Bigger isn’t always better, even in nature’s food chain. Take, for example, the video below, which features a group of tropical ants making a meal out of a millipede. Recorded by scientists in Cambodia and first reported by WIRED, the footage captures the tiny insects as they gang up on the arthropod and band together to paralyze it. Then, the victorious ants link together and form a long, rope-like chain with their bodies to carry the millipede off to its presumed end.
The ants belong to the genus Leptogenys, and they're a type of "swarm raider," according to an article published in the journal Insectes Sociaux, the journal of the International Union for the Study of Social Insects (IUSSI) [PDF]. Leptogenys ants are unique because they hunt millipedes and the occasional earthworm, using their intricate chains to drag away stunned prey weighing up to nearly .60 ounces. A Leptogenys chain can consist of anywhere from two to 52 ants.
In the video below, so many critters participate in the predatory act that their linked formation actually splits into sub-chains, as other insects crowd along the millipede’s sides. Scientists think these stragglers might actually be helping their peers by pushing, pulling, or lifting the millipede.

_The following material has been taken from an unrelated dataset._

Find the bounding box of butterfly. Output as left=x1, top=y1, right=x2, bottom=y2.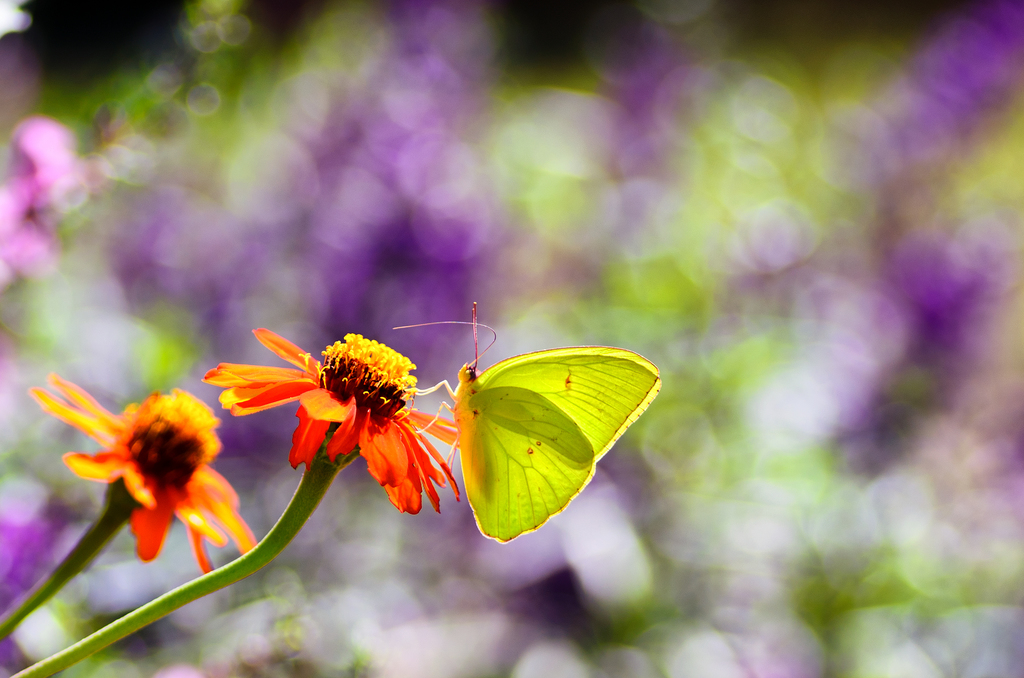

While impressive, Leptogenys ants are by no means the only animals whose predatory or defensive abilities far exceed their size. For example, larvae of the Epomis ground beetle consume frogs and toads. Honey badgers can fend off packs of lions. And a type of spider wasp called the tarantula hawk will stun a tarantula with its sting then drag it off to a burrow and lay an egg inside it. Nature is filled with tiny surprises, even if they are occasionally brutal ones.